When Apple released Siri alongside the iPhone 4S in 2011, the world had never seen anything like it. Siri was the first smart assistant to hit the mass market, way before Google Assistant, Bixby, or Alexa. Yet today, in the era of generative artificial intelligence, Apple’s early lead seems to have amounted to little.

Smaller and less resource-rich players like OpenAI have since captured global attention with more sophisticated technologies. So how is it that one of the world’s most powerful and wealthiest companies, which had a considerable head start, is barely a contender in such a strategic sector?

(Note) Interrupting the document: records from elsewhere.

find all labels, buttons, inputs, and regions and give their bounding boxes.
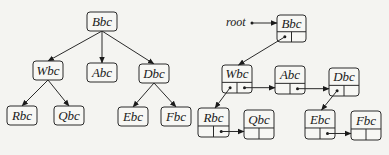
tree-node-rbc: Rbc bbox=[7, 106, 37, 125]
node-label: Bbc bbox=[92, 14, 112, 29]
cs-node-abc: Abc bbox=[275, 66, 305, 94]
node-label: Abc bbox=[91, 65, 112, 80]
edge-wbc-to-rbc bbox=[22, 80, 48, 106]
cs-node-wbc: Wbc bbox=[222, 65, 252, 93]
node-label: Rbc bbox=[202, 110, 223, 125]
cs-node-qbc: Qbc bbox=[244, 110, 274, 139]
node-label: Wbc bbox=[36, 63, 59, 78]
node-label: Rbc bbox=[11, 108, 32, 123]
tree-node-bbc: Bbc bbox=[87, 12, 117, 31]
cs-node-bbc: Bbc bbox=[277, 15, 306, 42]
node-label: Ebc bbox=[309, 112, 330, 127]
edge-wbc-to-qbc bbox=[48, 80, 69, 106]
node-label: Fbc bbox=[165, 109, 186, 124]
tree-node-abc: Abc bbox=[87, 63, 117, 82]
cs-node-ebc: Ebc bbox=[305, 110, 335, 139]
edge-bbc-to-wbc bbox=[48, 31, 102, 61]
general-tree: BbcWbcAbcDbcRbcQbcEbcFbc bbox=[7, 12, 191, 126]
node-label: Abc bbox=[279, 67, 300, 82]
cs-node-rbc: Rbc bbox=[198, 108, 229, 137]
diagram-canvas: BbcWbcAbcDbcRbcQbcEbcFbc BbcWbcAbcDbcRbc… bbox=[0, 0, 389, 155]
edge-bbc-to-dbc bbox=[102, 31, 154, 64]
node-label: Bbc bbox=[281, 16, 301, 31]
cs-node-dbc: Dbc bbox=[329, 68, 359, 96]
root-pointer-label: root bbox=[226, 15, 246, 29]
edge-dbc-to-ebc bbox=[133, 83, 154, 107]
node-label: Fbc bbox=[355, 113, 376, 128]
tree-node-qbc: Qbc bbox=[54, 106, 84, 125]
first-child-link-bbc-to-wbc bbox=[239, 37, 285, 65]
tree-node-dbc: Dbc bbox=[139, 64, 169, 83]
tree-node-wbc: Wbc bbox=[33, 61, 63, 80]
node-label: Ebc bbox=[122, 109, 143, 124]
tree-node-ebc: Ebc bbox=[118, 107, 148, 126]
cs-node-fbc: Fbc bbox=[351, 111, 381, 140]
node-label: Qbc bbox=[248, 112, 270, 127]
node-label: Dbc bbox=[332, 69, 355, 84]
child-sibling-tree: BbcWbcAbcDbcRbcQbcEbcFbcroot bbox=[198, 15, 381, 140]
edge-dbc-to-fbc bbox=[154, 83, 176, 107]
node-label: Dbc bbox=[142, 66, 165, 81]
tree-node-fbc: Fbc bbox=[161, 107, 191, 126]
node-label: Qbc bbox=[58, 108, 80, 123]
node-label: Wbc bbox=[225, 66, 248, 81]
tree-diagram: BbcWbcAbcDbcRbcQbcEbcFbc BbcWbcAbcDbcRbc… bbox=[0, 0, 389, 155]
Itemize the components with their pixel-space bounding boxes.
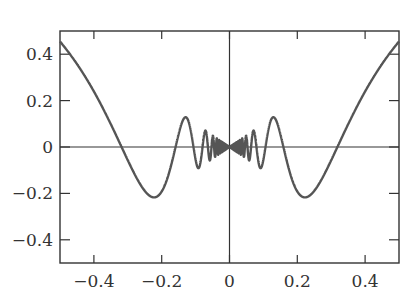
y-tick-label: 0.2 <box>26 91 53 111</box>
x-tick-label: 0.2 <box>284 271 311 291</box>
x-tick-label: −0.2 <box>141 271 182 291</box>
x-axis-ticks: −0.4−0.200.20.4 <box>73 31 378 291</box>
y-tick-label: 0.4 <box>26 44 53 64</box>
y-tick-label: 0 <box>42 137 53 157</box>
y-tick-label: −0.2 <box>12 183 53 203</box>
x-tick-label: −0.4 <box>73 271 114 291</box>
x-tick-label: 0.4 <box>352 271 379 291</box>
line-chart: −0.4−0.200.20.4 0.40.20−0.2−0.4 <box>0 0 412 304</box>
x-tick-label: 0 <box>224 271 235 291</box>
y-tick-label: −0.4 <box>12 230 53 250</box>
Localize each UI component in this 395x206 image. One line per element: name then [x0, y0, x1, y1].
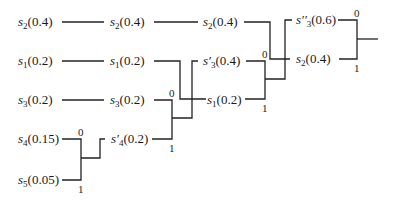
edge-to-s3prime	[172, 61, 198, 118]
merge-s4-s5	[62, 139, 81, 180]
node-c3-2: s1(0.2)	[207, 93, 241, 107]
node-c1-0: s2(0.4)	[18, 15, 52, 29]
node-c4-1: s2(0.4)	[296, 52, 330, 66]
edge-to-s4prime	[81, 139, 105, 158]
merge-s3prime-s1	[245, 61, 265, 99]
merge-final	[338, 20, 357, 59]
edge-to-s3dprime	[265, 20, 292, 79]
node-c1-3: s4(0.15)	[18, 132, 59, 146]
bit-m2-one: 1	[169, 142, 175, 154]
bit-m3-zero: 0	[262, 48, 268, 60]
bit-m2-zero: 0	[169, 87, 175, 99]
bit-m1-one: 1	[78, 183, 84, 195]
node-c2-3: s′4(0.2)	[111, 132, 148, 146]
node-c3-1: s′3(0.4)	[203, 54, 240, 68]
node-c2-0: s2(0.4)	[110, 15, 144, 29]
node-c4-0: s′′3(0.6)	[296, 13, 336, 27]
bit-m4-zero: 0	[354, 7, 360, 19]
node-c2-2: s3(0.2)	[110, 93, 144, 107]
bit-m4-one: 1	[354, 62, 360, 74]
bit-m3-one: 1	[262, 102, 268, 114]
node-c1-1: s1(0.2)	[18, 54, 52, 68]
node-c1-4: s5(0.05)	[18, 173, 59, 187]
huffman-tree-diagram: s2(0.4) s1(0.2) s3(0.2) s4(0.15) s5(0.05…	[0, 0, 395, 206]
node-c2-1: s1(0.2)	[110, 54, 144, 68]
merge-s3-s4prime	[152, 100, 172, 139]
bit-m1-zero: 0	[78, 126, 84, 138]
node-c3-0: s2(0.4)	[203, 15, 237, 29]
edge-c2-s1	[154, 61, 206, 99]
node-c1-2: s3(0.2)	[18, 93, 52, 107]
tree-lines	[0, 0, 395, 206]
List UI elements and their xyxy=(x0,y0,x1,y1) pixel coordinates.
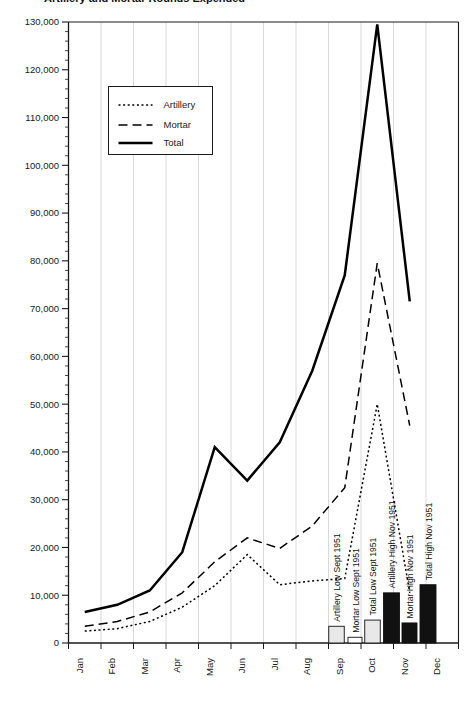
legend-label-total: Total xyxy=(164,137,184,148)
y-axis-tick-label: 130,000 xyxy=(25,16,59,27)
annotation-bar xyxy=(348,637,362,643)
legend-box xyxy=(109,87,213,155)
annotation-bar xyxy=(420,585,436,643)
y-axis-tick-label: 120,000 xyxy=(25,64,59,75)
chart-container: 010,00020,00030,00040,00050,00060,00070,… xyxy=(0,0,469,703)
x-axis-tick-label: Sep xyxy=(334,658,345,675)
x-axis-tick-label: Mar xyxy=(139,658,150,674)
y-axis-tick-label: 90,000 xyxy=(30,207,59,218)
annotation-bar-label: Total Low Sept 1951 xyxy=(368,537,378,615)
annotation-bar-label: Mortar High Nov 1951 xyxy=(405,534,415,618)
y-axis-tick-label: 110,000 xyxy=(25,112,59,123)
annotation-bar-label: Total High Nov 1951 xyxy=(424,503,434,581)
y-axis-tick-label: 10,000 xyxy=(30,590,59,601)
chart-title: Artillery and Mortar Rounds Expended xyxy=(44,0,245,4)
y-axis-tick-label: 20,000 xyxy=(30,542,59,553)
x-axis-tick-label: Feb xyxy=(106,658,117,674)
annotation-bar xyxy=(384,593,400,643)
x-axis-tick-label: Jun xyxy=(236,658,247,673)
annotation-bar xyxy=(365,620,381,643)
annotation-bar xyxy=(329,626,345,643)
annotation-bar xyxy=(402,623,417,643)
y-axis-tick-label: 60,000 xyxy=(30,351,59,362)
x-axis-tick-label: May xyxy=(204,658,215,676)
x-axis-tick-label: Aug xyxy=(301,658,312,675)
y-axis-tick-label: 50,000 xyxy=(30,399,59,410)
x-axis-tick-label: Jul xyxy=(269,658,280,670)
y-axis-tick-label: 100,000 xyxy=(25,160,59,171)
x-axis-tick-label: Jan xyxy=(74,658,85,673)
x-axis-tick-label: Nov xyxy=(399,658,410,675)
y-axis-tick-label: 80,000 xyxy=(30,255,59,266)
x-axis-tick-label: Dec xyxy=(431,658,442,675)
annotation-bar-label: Artillery Low Sept 1951 xyxy=(332,533,342,622)
y-axis-tick-label: 0 xyxy=(54,637,59,648)
y-axis-tick-label: 40,000 xyxy=(30,446,59,457)
annotation-bar-label: Artillery High Nov 1951 xyxy=(387,500,397,588)
x-axis-tick-label: Apr xyxy=(171,658,182,673)
legend-label-artillery: Artillery xyxy=(164,99,196,110)
legend-label-mortar: Mortar xyxy=(164,119,191,130)
y-axis-tick-label: 30,000 xyxy=(30,494,59,505)
x-axis-tick-label: Oct xyxy=(366,658,377,673)
artillery-mortar-line-chart: 010,00020,00030,00040,00050,00060,00070,… xyxy=(0,0,469,703)
chart-legend: ArtilleryMortarTotal xyxy=(109,87,213,155)
y-axis-tick-label: 70,000 xyxy=(30,303,59,314)
annotation-bar-label: Mortar Low Sept 1951 xyxy=(351,548,361,633)
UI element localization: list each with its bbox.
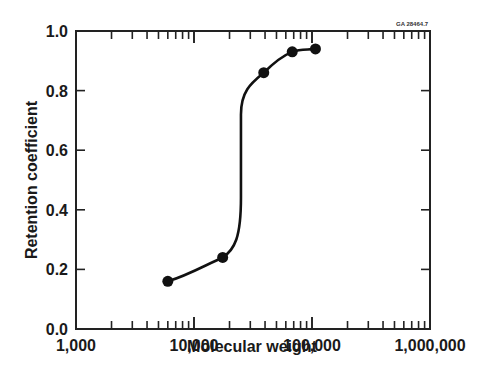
y-tick-label: 0.6 xyxy=(46,142,68,159)
data-point-marker xyxy=(287,46,298,57)
y-tick-label: 0.2 xyxy=(46,261,68,278)
y-tick-label: 1.0 xyxy=(46,23,68,40)
figure-id-annotation: GA 28464.7 xyxy=(396,21,429,27)
x-tick-label: 1,000,000 xyxy=(394,337,465,354)
y-axis-title: Retention coefficient xyxy=(23,100,40,259)
x-tick-label: 1,000 xyxy=(56,337,96,354)
y-axis-ticks xyxy=(76,91,430,270)
data-point-marker xyxy=(310,43,321,54)
y-tick-label: 0.8 xyxy=(46,83,68,100)
plot-frame xyxy=(76,31,430,329)
retention-chart: GA 28464.7 1,00010,000100,0001,000,000 0… xyxy=(0,0,490,392)
plot-border xyxy=(76,31,430,329)
data-point-marker xyxy=(217,252,228,263)
y-tick-label: 0.4 xyxy=(46,202,68,219)
x-axis-title: Molecular weight xyxy=(187,338,317,355)
data-point-marker xyxy=(162,276,173,287)
data-point-marker xyxy=(258,67,269,78)
fit-curve xyxy=(168,49,316,281)
y-axis-tick-labels: 0.00.20.40.60.81.0 xyxy=(46,23,68,338)
y-tick-label: 0.0 xyxy=(46,321,68,338)
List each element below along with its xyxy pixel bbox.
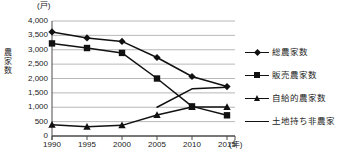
legend-item-2[interactable]: 自給的農家数 (245, 91, 326, 105)
x-tick-label-2010: 2010 (183, 141, 201, 149)
legend-label: 自給的農家数 (272, 93, 326, 103)
legend-marker-glyph (254, 72, 260, 78)
legend-marker-glyph (254, 95, 260, 101)
x-tick-label-1995: 1995 (78, 141, 96, 149)
legend-line (245, 121, 269, 122)
marker-square-1-2 (119, 50, 125, 56)
marker-square-1-0 (49, 40, 55, 46)
marker-diamond-0-3 (153, 54, 160, 61)
series-line-2 (52, 107, 227, 127)
legend-marker-triangle-icon (245, 92, 269, 104)
x-tick-label-1990: 1990 (43, 141, 61, 149)
legend-item-1[interactable]: 販売農家数 (245, 68, 317, 82)
marker-diamond-0-4 (188, 73, 195, 80)
legend-marker-diamond-icon (245, 46, 269, 58)
legend-item-3[interactable]: 土地持ち非農家 (245, 114, 335, 128)
legend-label: 土地持ち非農家 (272, 116, 335, 126)
marker-diamond-0-2 (118, 38, 125, 45)
marker-diamond-0-0 (48, 28, 55, 35)
x-axis-unit-label: (年) (229, 141, 242, 149)
marker-square-1-5 (224, 112, 230, 118)
legend-label: 販売農家数 (272, 70, 317, 80)
legend-marker-glyph (253, 48, 260, 55)
marker-square-1-1 (84, 45, 90, 51)
x-tick-label-2005: 2005 (148, 141, 166, 149)
x-tick-label-2000: 2000 (113, 141, 131, 149)
legend-marker-none-icon (245, 115, 269, 127)
farm-households-line-chart: (戸) 農家数 4,0003,5003,0002,5002,0001,5001,… (0, 0, 343, 160)
legend-marker-square-icon (245, 69, 269, 81)
legend-item-0[interactable]: 総農家数 (245, 45, 308, 59)
legend-label: 総農家数 (272, 47, 308, 57)
marker-square-1-3 (154, 75, 160, 81)
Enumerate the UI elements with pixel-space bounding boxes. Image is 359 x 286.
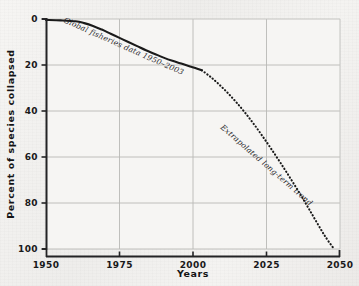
y-tick-label-100: 100: [18, 244, 38, 254]
x-tick-label-2050: 2050: [327, 260, 354, 270]
y-axis-title: Percent of species collapsed: [5, 49, 16, 219]
y-tick-label-40: 40: [25, 106, 38, 116]
chart-canvas: 020406080100 19501975200020252050 Percen…: [0, 0, 359, 286]
x-tick-label-2025: 2025: [253, 260, 280, 270]
x-tick-label-1975: 1975: [106, 260, 133, 270]
y-tick-label-60: 60: [25, 152, 38, 162]
y-tick-labels: 020406080100: [18, 14, 38, 254]
y-tick-label-20: 20: [25, 60, 38, 70]
y-tick-label-80: 80: [25, 198, 38, 208]
x-axis-title: Years: [176, 268, 209, 279]
x-tick-label-1950: 1950: [33, 260, 60, 270]
fisheries-collapse-chart: 020406080100 19501975200020252050 Percen…: [0, 0, 359, 286]
y-tick-label-0: 0: [31, 14, 38, 24]
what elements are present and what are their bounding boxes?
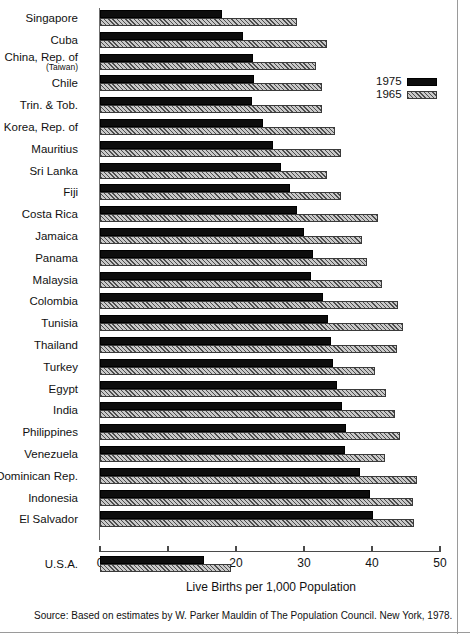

A missed turn in the AI race

Apple's technological decisions are as much to blame as its financial strategy. Even though the company announced its long-awaited Apple Intelligence at WWDC 2024, but many key features were reportedly delayed until 2026 — or even 2027, according to some insiders.

At WWDC 2025, Apple demonstrated an elegant integration of AI into its ecosystem, blending local and cloud computing with a strong focus on privacy. But the demonstrations fell far short of what ChatGPT, Gemini, or Copilot already deliver.

Behind the scenes, Apple is said to have only 50,000 old GPUs dedicated to AI, while Microsoft reportedly purchased almost 485,000 Nvidia Hopper chips in 2024 alone.

Google and Meta operate at an even greater scale, with infrastructures amounting to several hundred thousand accelerators. Some analyses suggest Google may already surpass one million combined GPUs and TPUs. This gap in computing power illustrates just how far behind Apple has really fallen.

Shareholder pressure versus innovation

In 2022, when generative AI began to take off, Apple was still the world’s most valuable company. Today, on the SP500 heatmap, Apple ranks third behind Microsoft and Nvidia, precisely because of their huge investments in artificial intelligence.

Apple now faces an unusual predicament: to deliver credible AI service to its users, it must rely on third-party partners like OpenAI by integrating ChatGPT into Siri. For a company famous for controlling its ecosystem, this dependency borders on an admission of failure.

One of the most revealing aspects is the influence of Apple's finance department. According to reports, CFO Luca Maestri refused to approve the full budget for new GPUs, calling the expense excessive. He signed off on only half the request, urging teams instead to make existing hardware “more efficient.”

This financial caution contrasts sharply with rivals willing to spend tens of billions to secure an AI edge.

Apple, meanwhile, has funneled massive amounts into share buybacks: $110 billion announced in 2024, compared with just $31 billion in R&D that fiscal year.

Critics argue this imbalance shows Apple prioritizes shareholder satisfaction over innovation.

Tim Cook has pushed back, emphasizing Apple’s approach: "Not first, but best," he says, arguing that the company prefers to refine its products before releasing them. But in a market evolving at breakneck speed, that reassurance may no longer suffice — especially since Apple once pioneered the very category it is now struggling to compete in.

Can a former leader catch up?

Apple is playing for high stakes. Sitting out the artificial intelligence race too long risks weakening its ecosystem and undermining its position in the global tech hierarchy.

The company's greatest advantage lies in its integrated control over hardware and software, creating the ideal environment for transformative AI features. Failing to leverage this strength could leave the iPhone, Mac, or iPad without the transformative innovations that competitors are racing to deploy.

Having laid the groundwork with Siri, Apple is unlikely to step aside entirely. The company has already lost significant time in reclaiming its former leadership position in this field, but it still commands vast resources. The real question is not whether Apple can catch up, but whether it can do so quickly enough to matter.